Abstract

Chapter 1 begins with a study of the most evidently literal, translational rewriting of a classical Arabic literary corpus. It analyses in depth Habib Tengour’s chapbook Césure (2006). I read Tengour’s literal translations of images and metaphors culled from the archive of the classical Arabic odes, alongside his American translator Pierre Joris’s rendering of his translations of translations. The juxtaposition of the old Arabic texts, the history of their English translations, and Tengour’s original French language poems, which are then cut through with Joris’s American translational idiom, produces a four- sided linguistic refraction that unravels how Tengour unwrites the Arabic, so as to rewrite it forward into a falsely, seemingly monolingual French. I situate the poetics of translation and intertextuality in relation to Tengour and Joris’s respective, trans-Atlantic editorial and publishing worlds. I pay particular attention to how they capture and maintain the ‘pseudo-opacity’ of an original translingual, translational poetics, which they premise on the multicultural plurilingualism of the Maghreb.
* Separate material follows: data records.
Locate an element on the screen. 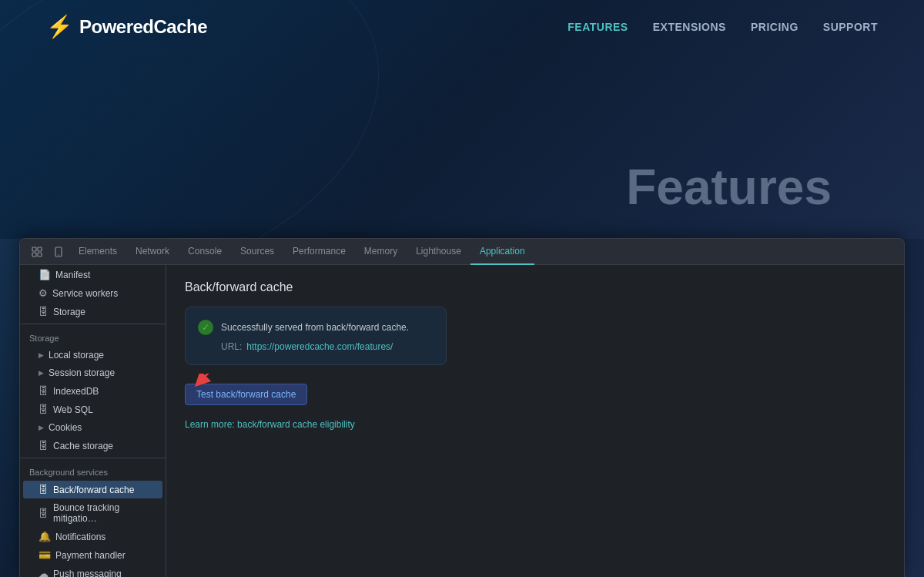 Image resolution: width=924 pixels, height=577 pixels. devtools-sidebar: 📄 Manifest ⚙ Service workers 🗄 Storage S… is located at coordinates (93, 421).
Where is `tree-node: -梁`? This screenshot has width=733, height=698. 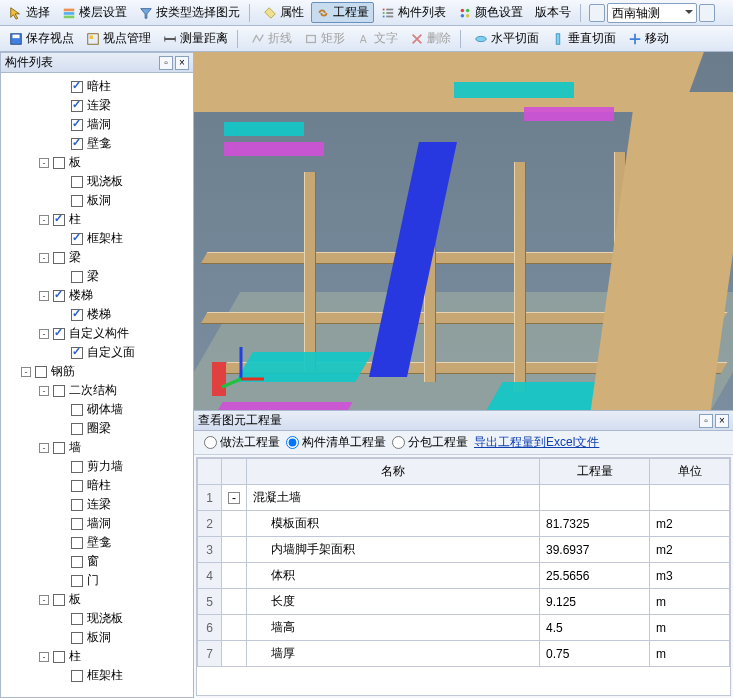
tree-node: -梁 is located at coordinates (97, 258).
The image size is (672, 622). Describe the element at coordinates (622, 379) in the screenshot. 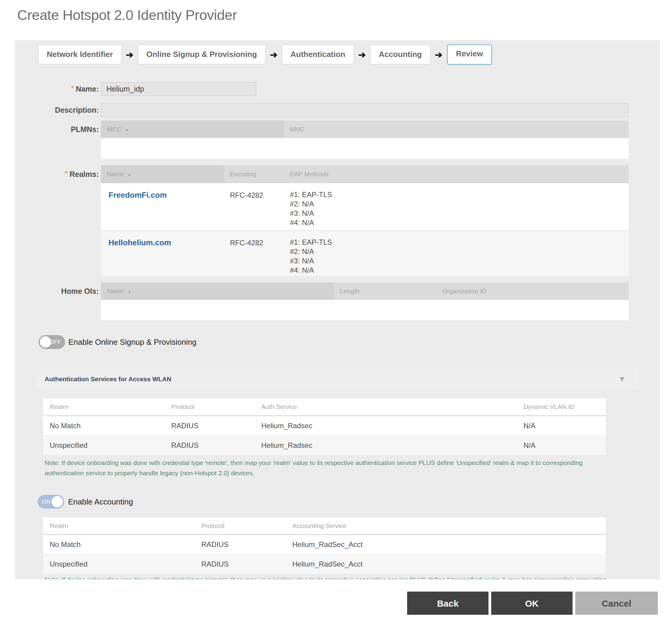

In so doing, we revisit translation theory from Joris’s perspective as an active contemporary American translator, theoretician, essayist, poetician and poet, with a particular focus accorded to a consideration of the formative, vagrant structure and thematics of the classical Arabic odes. Together, Tengour and Joris point to a twentieth- and twenty-first-century tradition of trans-Atlantic Franco-American translations, which undercuts the place afforded to the French language. I conclude with the assertion that Tengour and Joris render the French language an effaceable, hopelessly transparent mode of translation between two series of opacities: classical, high literary Arabic on the one hand, American English on the other.